9.3.2 Constraining node ages

All the tips sampled in the present day have the same age, and we can constrain them accordingly as described above. But to time calibrate our tree we need to constrain nodes at multiple time points. This is what allows us to establish rates that we can use to infer the ages of unconstrained nodes. There are two broad approaches to applying multiple constraints through time. The investigator can either constrain the ages of internal nodes (internal-node-calibrated phylogenies), in which all tips still have the same age, or some tips can be allowed to have ages that precede the present day (tip-calibrated phylogenies). We will illustrate both approaches with an example a study where we have 50 living organisms all sampled in the present day, and 10 fossils sampled across a range of times. We have a morphological character matrix for all, and can infer phylograms that we find to be consistent with a relaxed clock model.
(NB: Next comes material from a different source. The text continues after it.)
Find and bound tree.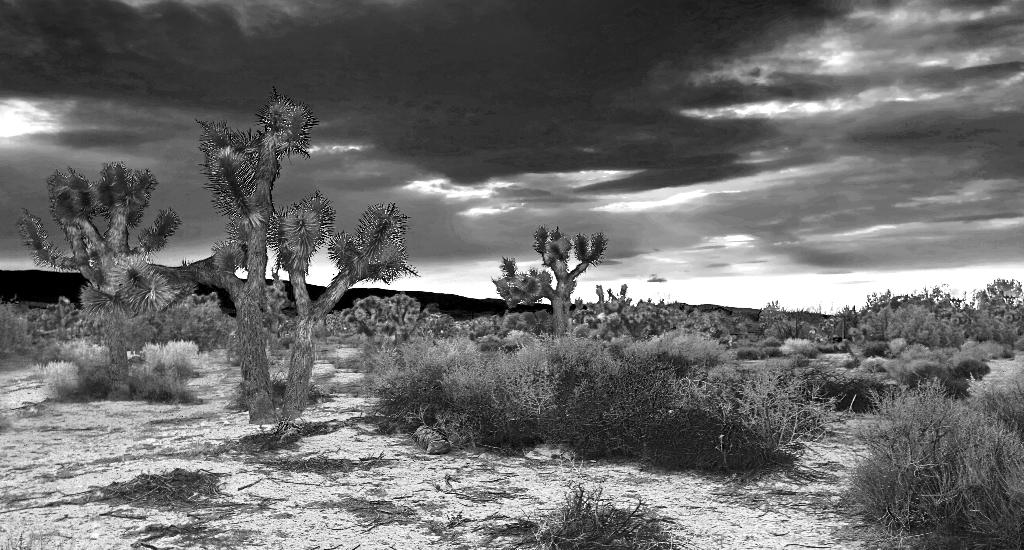
Bound: {"left": 15, "top": 162, "right": 181, "bottom": 318}.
In an internal-node-calibrated phylogeny, we would infer a phylogeny with all 60 taxa (fossil and extant), note the placement of the fossil taxa, and then infer the phylogeny with only the 50 extant taxa. We would constrain internal nodes so that they are no younger than the oldest fossil that is descended from them. We are considering a phylogeny of only extant taxa, but using the fossils to constrain the minimum age of the clades they belong to. In practice, it is also necessary to place maximum ages on some of the nodes to keep the time calibration from pushing everything way back in time. Given the incompleteness of the fossil record, this is not as straight forward as constraining the minimum age of a node. If we have a fossil we can assert that the clade that contains it can be no younger than that specimen, though it may be much older. But it is harder to assert a maximum age, given that we just might not have fossils for older organisms that existed in the clade. Applying maximum ages often relies on expertise and additional information, such as knowledge that a given land mass where the organisms are exclusively found did not exist before a particular time.
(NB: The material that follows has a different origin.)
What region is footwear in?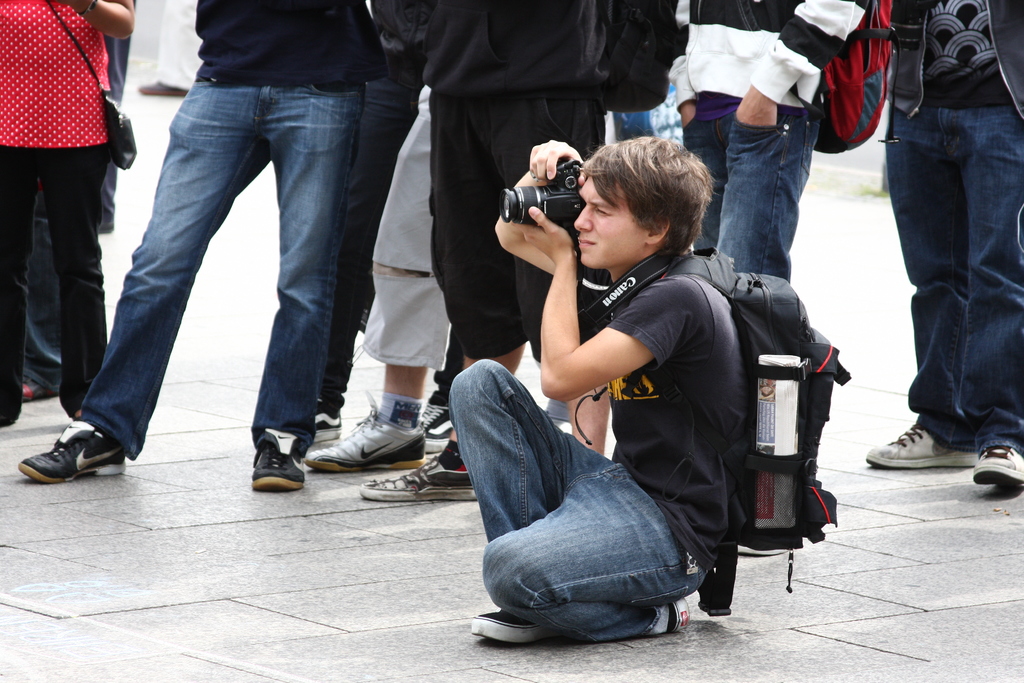
969, 441, 1023, 487.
The internal-node-calibrated approach is simplest to implement in some respects, but has a variety of drawbacks. It doesn’t make good use of all the available information. By just setting minima on clade ages, it is discarding information about the branch lengths for the fossil taxa. If the branch giving rise to a fossil is long, then we might want to mush the minimum age for a clade much further back than the age of the fossil itself, for example. This approach also doesn’t work well has the fraction of fossil taxa increases in the analysis. For example, it wouldn’t work at all for a phylogeny comprised exclusively of fossil taxa.
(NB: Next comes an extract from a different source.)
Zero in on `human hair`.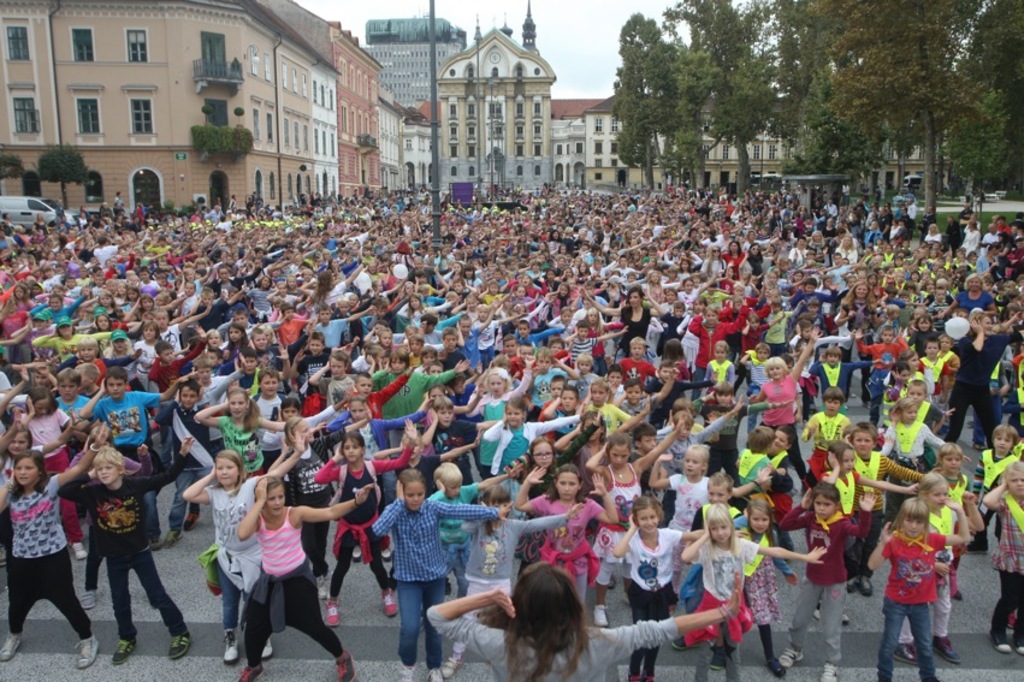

In a tip-calibrated phylogeny, all taxa, fossil and extant, are included as tips in the phylogeny. The age of each tip is then constrained. Any tips from the present day are constrained to have the same present age, and fossil tips are constrained according to external information such as stratigraphy. A relaxed clock is then applied to infer the ages of unconstrained nodes, which also provides inferences of branch lengths.